A lot of American cities have come close to reaching Dakars level, but for different reasons. Like Orlando, Phoenix, which are too spread out, and too car-centered to walk without a lot of danger and difficulty.
I don’t mind the least walkable places, because I learn more from them than the highly walkable places, but I need to space them apart, for my sanity, health, and overall spirits. .
What is one of the strangest things that have happened to you while traveling?
The first that comes to mind is when I was in Tokyo, the night before I began a walk across Japan. I was in an Izakaya I’d found entirely by accident.
I might be the first American tourist to have gone inside in at least a decade. It isn’t a special place, not by culinary standards. An old neighborhood place that’s been there for over thirty years.
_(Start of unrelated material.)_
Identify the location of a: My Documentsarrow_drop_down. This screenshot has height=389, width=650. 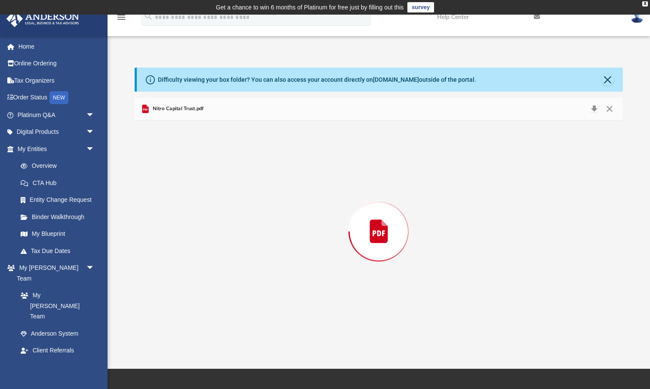
(55, 367).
The owner was so happy to have me, and he ended up so drunk, that he gave me lots of presents, including this large stuffed animal (the puffy white character from Ghostbusters).
I had no idea what to do with it., but I couldn’t throw it away because it was a present, and gifted to me with such joy. The problem is though, when I do these long walks I calculate down to the last sock what to bring, since I have only so much space in my small backpack.
For some reason, probably due to me also being drunk, I committed to taking it along for the entire two hundred mile walk. Promised to send him pictures along the way.
Which is how I found myself five days later walking across an otherwise empty rice field, with this three foot stuffed Ghostbusters-thing attached to the outside of my backpack.
The stuffed present spent the whole trip with me, and three weeks later, when I was back in Tokyo to leave, I gave it back to him, with a bunch of pictures of it all over Japan. I’ve been back to the Izakya three more times, on different trips, where I always spot the stuffie, and we joke about it, both of us in languages the other doesn’t understand, but does understand. I guess I could now call him a friend, and in that Izakaya I’ve got honorary regular status.
Do you have a favorite place you’ve been, or definitely would return to?
I wish I could return to every place I’ve been, even Phoenix. I always develop a fondness for something, or someone, in anyplace I walk, although sometimes what that is can be pretty quixotic. I don’t think I could do what I do, unless I had that attribute.
Yet Istanbul, Mongolia, Korea, England, and Japan are the ones I'll probably return to the most, either because I think there’s a lot more to learn from them (Mongolia, Istanbul), or because they’re such pleasant places to walk (Japan, England, and Istanbul again).
Where are you off to next?
My next three booked trips are Buenos Aires, then walking from Nîmes to Lyon (about 180 miles), then Kampala Uganda. After that, it’s all up in the air, as it usually is.
What have been some Tiny Joys lately?
I have a small pond in my yard that has two snapping-turtles in it. When I moved here eight years ago, I started to feed them hot dogs. That progressed to them coming up onto the shore, when they saw or heard me approach near sunset, and taking food from my hand.
I’ve since named them Reginald and No-Name, and it’s evolved into a daily feeding during spring and summer.
I’m always amazed each year when it begins again, when these dinosaur like animals after seven months buried under the mud, beneath the ice, stick their little heads out, see me, and then climb up onto the shore.
Seeing them always makes me smile. It’s a nice little constant in my life, which is especially pleasing given how much I’m on the road.
What cities do you consider to be the most walkable? The most livable? Maybe both? Is this is a factor when considering where to visit or live? Comment below!
Great interview with one of the most fascinating folks on Substack.
Appreciating the mundane is so important, as is learning not to just run from the bad things that are always a part of life. The pictures and interviews brought a smile to my face on this rainy Friday, so thank you!